UAE fails to stop child camel jockey use

7 June 2004

On 12 June, the world marks ILO World Day Against Child Labour. One of the fastest growing forms of slavery today is trafficking. According to the UN, 1.2 million children are trafficked each year. Among this number are boys, as young as four years old, who continue to be trafficked to the United Arab Emirates (UAE) as camel jockeys despite repeated statements from the Government that this practice has stopped.

Anti-Slavery International, the world's oldest, international human rights organisation, has photographic evidence and first-hand testimony from the children themselves taken in 2004, proving that using children as camel jockeys remains commonplace in Dubai and other Emirates, despite UAE Government announcements that new regulations are being enforced.

In July 2002, the UAE Government announced that using children under-15 and lighter than 45 kilograms to race camels would be banned from 1 September 2002 and offenders punished. From what Anti-Slavery International saw and the evidence from organisations in the countries children are taken from, the abuse is widespread and the UAE Government is failing to take effective and meaningful action to stop it.

Traffickers are abducting or luring young boys away from their families in South Asia and Africa with promises of well-paid work, education and training. In reality they are kept in brutal conditions, deprived of food and water to keep them light and subjected to hazardous work; racing at a speeds of 40-50 kilometres per hour.

Using children as camel jockeys has been illegal in the UAE since 1980 under domestic and international legislation. To the best of our knowledge, no UAE citizen has faced judicial proceedings for this offence.

Despite this, in February 2004, the US State Department Country Report on Human Rights Practices refers to the UAE Government implementing and enforcing the ban. And, in June 2003, the US Trafficking in Persons Report commended the UAE's efforts against trafficking, including child camel jockeys, raising it from Tier 3, reserved for the greatest offenders, to Tier 1, comprising countries whose governments are prohibiting and punishing acts of trafficking.

The Government of the UAE needs to enforce the laws that protect children from this abuse and address the demand that fuels child trafficking. It needs to introduce regular, unannounced inspections to identify, release and rehabilitate any child currently being used as a camel jockey and prosecute anyone responsible for trafficking or employing underage jockeys.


**Assignment**
Would you please print the data a second time, exactly as it stands?
BEGIN Data to process
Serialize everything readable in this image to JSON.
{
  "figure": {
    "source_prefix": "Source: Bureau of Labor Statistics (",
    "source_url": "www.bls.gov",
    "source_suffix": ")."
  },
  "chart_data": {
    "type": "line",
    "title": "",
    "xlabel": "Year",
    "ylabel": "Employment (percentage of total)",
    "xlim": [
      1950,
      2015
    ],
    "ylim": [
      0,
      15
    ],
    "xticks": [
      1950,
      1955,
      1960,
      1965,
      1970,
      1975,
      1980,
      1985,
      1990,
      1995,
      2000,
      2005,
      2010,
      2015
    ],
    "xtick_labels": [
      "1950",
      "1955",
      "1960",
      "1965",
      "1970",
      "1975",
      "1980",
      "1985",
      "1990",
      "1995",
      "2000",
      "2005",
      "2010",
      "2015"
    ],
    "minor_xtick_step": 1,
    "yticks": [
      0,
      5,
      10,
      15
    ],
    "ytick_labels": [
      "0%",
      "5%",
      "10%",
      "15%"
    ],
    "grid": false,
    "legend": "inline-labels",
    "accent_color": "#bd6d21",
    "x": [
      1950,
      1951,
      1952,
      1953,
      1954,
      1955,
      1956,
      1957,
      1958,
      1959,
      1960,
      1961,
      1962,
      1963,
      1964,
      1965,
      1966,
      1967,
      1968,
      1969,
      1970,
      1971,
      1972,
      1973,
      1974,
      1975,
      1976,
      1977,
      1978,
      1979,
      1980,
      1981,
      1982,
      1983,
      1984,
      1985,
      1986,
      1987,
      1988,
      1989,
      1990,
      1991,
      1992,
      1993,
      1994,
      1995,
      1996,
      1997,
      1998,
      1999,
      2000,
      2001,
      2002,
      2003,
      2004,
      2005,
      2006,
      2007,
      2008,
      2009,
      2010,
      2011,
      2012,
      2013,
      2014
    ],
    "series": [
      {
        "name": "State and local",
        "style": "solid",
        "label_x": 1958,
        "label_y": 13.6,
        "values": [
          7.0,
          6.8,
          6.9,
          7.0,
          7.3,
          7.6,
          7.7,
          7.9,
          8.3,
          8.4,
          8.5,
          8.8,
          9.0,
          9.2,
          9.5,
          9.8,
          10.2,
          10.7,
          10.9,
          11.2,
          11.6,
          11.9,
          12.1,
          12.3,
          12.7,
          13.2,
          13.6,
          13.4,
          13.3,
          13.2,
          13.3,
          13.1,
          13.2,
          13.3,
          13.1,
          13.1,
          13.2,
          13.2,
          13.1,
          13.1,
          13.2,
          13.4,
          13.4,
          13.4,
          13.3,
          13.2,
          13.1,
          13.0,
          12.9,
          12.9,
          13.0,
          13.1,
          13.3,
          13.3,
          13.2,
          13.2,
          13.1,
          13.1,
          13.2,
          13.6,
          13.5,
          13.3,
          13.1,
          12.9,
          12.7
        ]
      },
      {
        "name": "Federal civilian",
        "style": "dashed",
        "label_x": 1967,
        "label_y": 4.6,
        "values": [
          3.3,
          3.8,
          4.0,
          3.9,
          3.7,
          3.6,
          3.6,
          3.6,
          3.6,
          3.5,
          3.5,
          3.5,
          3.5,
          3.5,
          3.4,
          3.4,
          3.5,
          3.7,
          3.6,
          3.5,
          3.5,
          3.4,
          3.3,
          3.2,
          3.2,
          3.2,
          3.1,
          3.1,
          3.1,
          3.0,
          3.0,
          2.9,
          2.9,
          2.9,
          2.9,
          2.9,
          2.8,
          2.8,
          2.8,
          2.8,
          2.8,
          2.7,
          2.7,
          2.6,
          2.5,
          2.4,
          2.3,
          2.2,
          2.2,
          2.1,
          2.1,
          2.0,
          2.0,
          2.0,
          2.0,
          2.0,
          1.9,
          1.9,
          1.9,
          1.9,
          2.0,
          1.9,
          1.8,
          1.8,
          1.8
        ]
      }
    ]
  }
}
END Data to process
**Reply**
Serialize everything readable in this image to JSON.
{
  "figure": {
    "source_prefix": "Source: Bureau of Labor Statistics (",
    "source_url": "www.bls.gov",
    "source_suffix": ")."
  },
  "chart_data": {
    "type": "line",
    "title": "",
    "xlabel": "Year",
    "ylabel": "Employment (percentage of total)",
    "xlim": [
      1950,
      2015
    ],
    "ylim": [
      0,
      15
    ],
    "xticks": [
      1950,
      1955,
      1960,
      1965,
      1970,
      1975,
      1980,
      1985,
      1990,
      1995,
      2000,
      2005,
      2010,
      2015
    ],
    "xtick_labels": [
      "1950",
      "1955",
      "1960",
      "1965",
      "1970",
      "1975",
      "1980",
      "1985",
      "1990",
      "1995",
      "2000",
      "2005",
      "2010",
      "2015"
    ],
    "minor_xtick_step": 1,
    "yticks": [
      0,
      5,
      10,
      15
    ],
    "ytick_labels": [
      "0%",
      "5%",
      "10%",
      "15%"
    ],
    "grid": false,
    "legend": "inline-labels",
    "accent_color": "#bd6d21",
    "x": [
      1950,
      1951,
      1952,
      1953,
      1954,
      1955,
      1956,
      1957,
      1958,
      1959,
      1960,
      1961,
      1962,
      1963,
      1964,
      1965,
      1966,
      1967,
      1968,
      1969,
      1970,
      1971,
      1972,
      1973,
      1974,
      1975,
      1976,
      1977,
      1978,
      1979,
      1980,
      1981,
      1982,
      1983,
      1984,
      1985,
      1986,
      1987,
      1988,
      1989,
      1990,
      1991,
      1992,
      1993,
      1994,
      1995,
      1996,
      1997,
      1998,
      1999,
      2000,
      2001,
      2002,
      2003,
      2004,
      2005,
      2006,
      2007,
      2008,
      2009,
      2010,
      2011,
      2012,
      2013,
      2014
    ],
    "series": [
      {
        "name": "State and local",
        "style": "solid",
        "label_x": 1958,
        "label_y": 13.6,
        "values": [
          7.0,
          6.8,
          6.9,
          7.0,
          7.3,
          7.6,
          7.7,
          7.9,
          8.3,
          8.4,
          8.5,
          8.8,
          9.0,
          9.2,
          9.5,
          9.8,
          10.2,
          10.7,
          10.9,
          11.2,
          11.6,
          11.9,
          12.1,
          12.3,
          12.7,
          13.2,
          13.6,
          13.4,
          13.3,
          13.2,
          13.3,
          13.1,
          13.2,
          13.3,
          13.1,
          13.1,
          13.2,
          13.2,
          13.1,
          13.1,
          13.2,
          13.4,
          13.4,
          13.4,
          13.3,
          13.2,
          13.1,
          13.0,
          12.9,
          12.9,
          13.0,
          13.1,
          13.3,
          13.3,
          13.2,
          13.2,
          13.1,
          13.1,
          13.2,
          13.6,
          13.5,
          13.3,
          13.1,
          12.9,
          12.7
        ]
      },
      {
        "name": "Federal civilian",
        "style": "dashed",
        "label_x": 1967,
        "label_y": 4.6,
        "values": [
          3.3,
          3.8,
          4.0,
          3.9,
          3.7,
          3.6,
          3.6,
          3.6,
          3.6,
          3.5,
          3.5,
          3.5,
          3.5,
          3.5,
          3.4,
          3.4,
          3.5,
          3.7,
          3.6,
          3.5,
          3.5,
          3.4,
          3.3,
          3.2,
          3.2,
          3.2,
          3.1,
          3.1,
          3.1,
          3.0,
          3.0,
          2.9,
          2.9,
          2.9,
          2.9,
          2.9,
          2.8,
          2.8,
          2.8,
          2.8,
          2.8,
          2.7,
          2.7,
          2.6,
          2.5,
          2.4,
          2.3,
          2.2,
          2.2,
          2.1,
          2.1,
          2.0,
          2.0,
          2.0,
          2.0,
          2.0,
          1.9,
          1.9,
          1.9,
          1.9,
          2.0,
          1.9,
          1.8,
          1.8,
          1.8
        ]
      }
    ]
  }
}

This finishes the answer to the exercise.